Excerpts from Jim Conrad's
Naturalist Newsletter

Entry dated April 19, 2024, from notes taken about 1.5km northeast of Puerto de los Velazquez, Municipality of Pinal de Amoles; N21.134°, W99.667°, elevation ~2760 meters (~9050 feet); oak/pine forest on limestone bedrock; east-central Querétaro state, MÉXICO
ISOCOMA VENETA

ISOCOMA VENETA, in habitat

The above subshrub grew in the middle of a large, abandoned field mostly covered with parched, dry-season grass the same dun color as the dead, non-greenish part of the plant, and my dusty shoes; the shoes provide a scale for things. The subshrub's halo-like fringe of dead stem and leaves from previous seasons indicated that the plant was well established.

ISOCOMA VENETA, inflorescence

A member of the vast Composite/Aster/Sunflower family, the Asteraceae, the plant was flowering prolifically. At stem tips, flowering heads were arrayed in corymbiform inflorescences. Corymbs arrange their flowers or heads so that the outer ones stand atop longer pedicels than the center ones, resulting in the inflorescence being more or less flat topped.

ISOCOMA VENETA, capitulum

The above flowering head, or capitulum, shows that our plant belongs to that minority of Aster Family genera producing only cylindrical disc florets, with no petal-like ray florets clustered along the margin. The florets are pale yellow. The greenish, vase-shaped involucre inside which the disc florets are gathered consists of slender, scale-like phyllaries of varying lengths, arranged in overlapping spirals.

Once our subshrub was identified and its features were compared with those in pictures of others of the species, the above picture worried me. The capitulum shown there is more slender than in the vast majority of other pictures, though not all.
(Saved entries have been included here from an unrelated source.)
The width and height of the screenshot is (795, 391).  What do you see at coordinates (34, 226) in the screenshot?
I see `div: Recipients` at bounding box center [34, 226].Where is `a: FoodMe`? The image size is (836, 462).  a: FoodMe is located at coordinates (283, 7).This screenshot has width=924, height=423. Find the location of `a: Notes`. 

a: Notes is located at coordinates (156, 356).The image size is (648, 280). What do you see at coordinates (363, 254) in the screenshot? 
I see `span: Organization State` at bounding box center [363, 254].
I'm thinking that this probably reflects the fact that this area is experiencing a dry period characterized by the North American Drought Monitor as a D3 Extreme Drought. The drought has been going on for over two years, and the last rainy season never developed. I suspect that our plant is exhibiting its adaptations for severe drought stress.
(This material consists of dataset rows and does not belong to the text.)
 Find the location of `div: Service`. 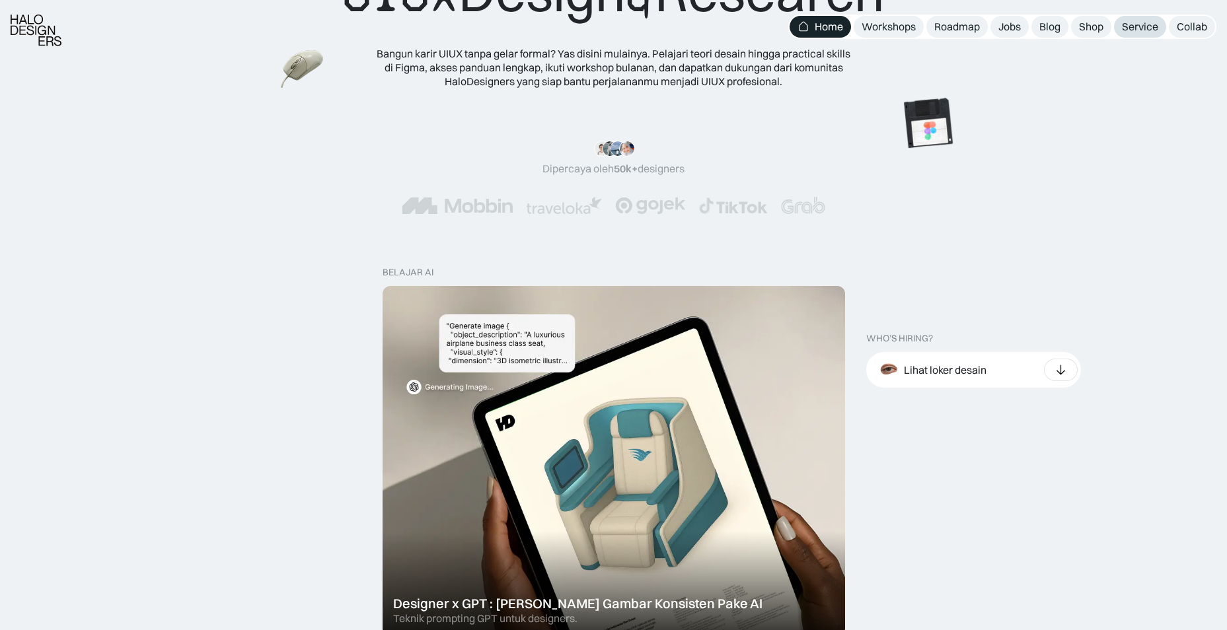

div: Service is located at coordinates (1140, 26).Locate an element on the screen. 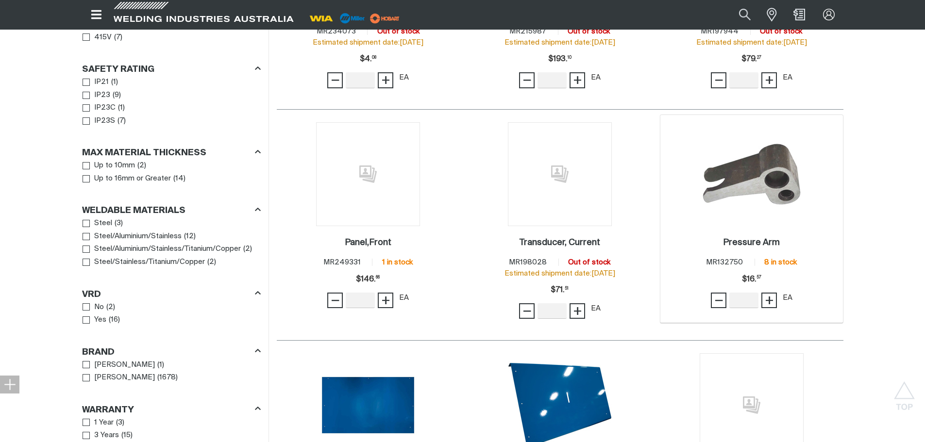  span: 1 Year is located at coordinates (104, 423). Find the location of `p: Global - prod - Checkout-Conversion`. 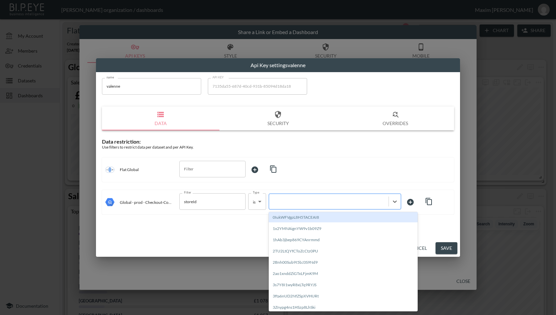

p: Global - prod - Checkout-Conversion is located at coordinates (146, 202).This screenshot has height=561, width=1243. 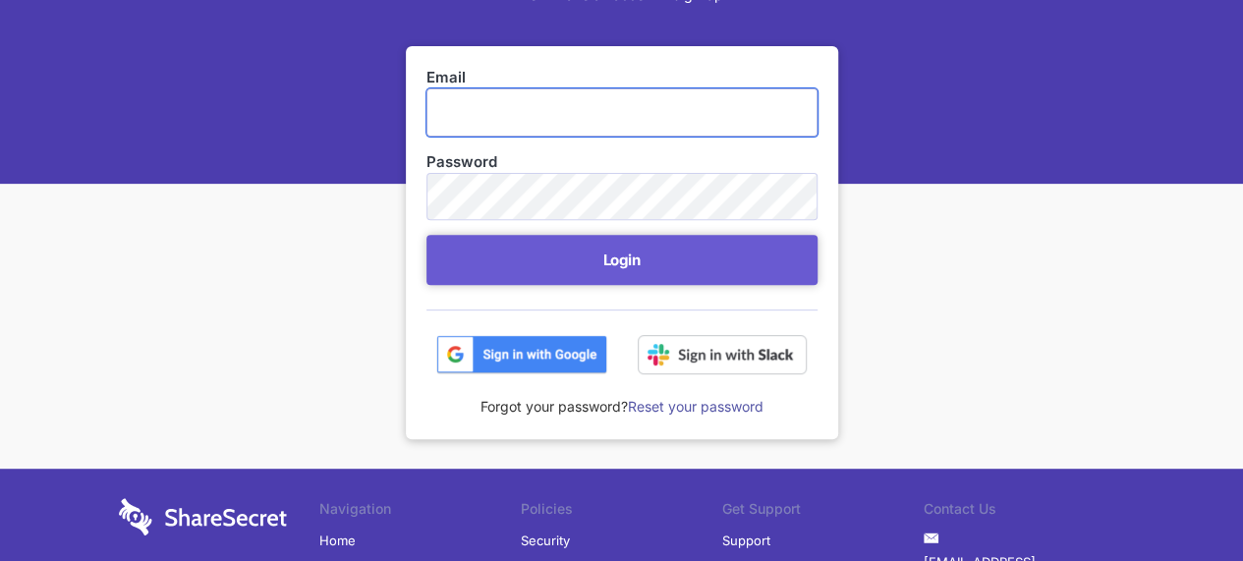 I want to click on li: Get Support, so click(x=823, y=512).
ISOCOMA VENETA, broken open head showing hairy achenes with pappuses of capillary hairs

A broken-open capitulum reveals that between each slender, ribbed and short-hairy cypsela-type, one-seeded fruit and the disc corolla above it, there arises a circle of white hairs, which is the pappus. No scale-like paleae are seen separating the cypselae.

ISOCOMA VENETA, mature cypselae with pappuses

A few heads already had matured to the point of opening up to release their cypselae. Now when wind comes along the cypselae with their pappuses can parachute downwind.

ISOCOMA VENETA, leaves and top of stem

The above picture shows leaves developing just below an inflorescence. In the picture only three long, slender leaves, almost round in cross section, are seen in their entirety. Each leaf arises singly at each stem rode. From the three leaves' axils new stems are arising bearing smaller leaves. The two lower large leaves bear lobes at their bases, and the bottom-most one displays two bumps about ¼ the distance up the blade. These features are noteworthy because most pictures of this species' upper leaves portray flat blades with toothed margins, and those leaves typically yield farther down the stem to deeply lobed, compound-looking blades. A few pictures do show leaves like ours. Once again I'm interpreting features on our plant departing from most shown on the Internet as adaptations for our D3 Extreme Drought.

Still, I'd hesitate to name this plant, except that I can't find any other species occurring in our area displaying our plant's combination of basic features. In our part of upland central Mexico known as the Bajío, if you have an Aster Family member with one toothed or lobed leaf per stem node, the flowering heads produce no ray florets, but the cylindrical, yellow disc florets are gathered within involucres covered with spiraling phyllaries of various lengths, and there are no scale-like paleae separating the florets, you have ISOCOMA VENETA. In Mexico often it's called falsa damiana, or False Damiana, Damiana being a yellow-flowered shrub famed for its use as a flavoring in various traditional Mexican liqueurs.

Isocoma veneta has no English name. It's endemic just to upland Mexico, mostly occurring in disturbed soils, sometimes as a weed, from about the US border south to Oaxaca state.

In the 2016 study by Margarita Micaela Ávila-Uribe and others entitled "Plantas Medicinales en Dos Poblados del Municipio de San Martín de las Pirámides, Estado de México," it's reported that Isocoma veneta is used to cure stomach ache, and for bathing after giving birth.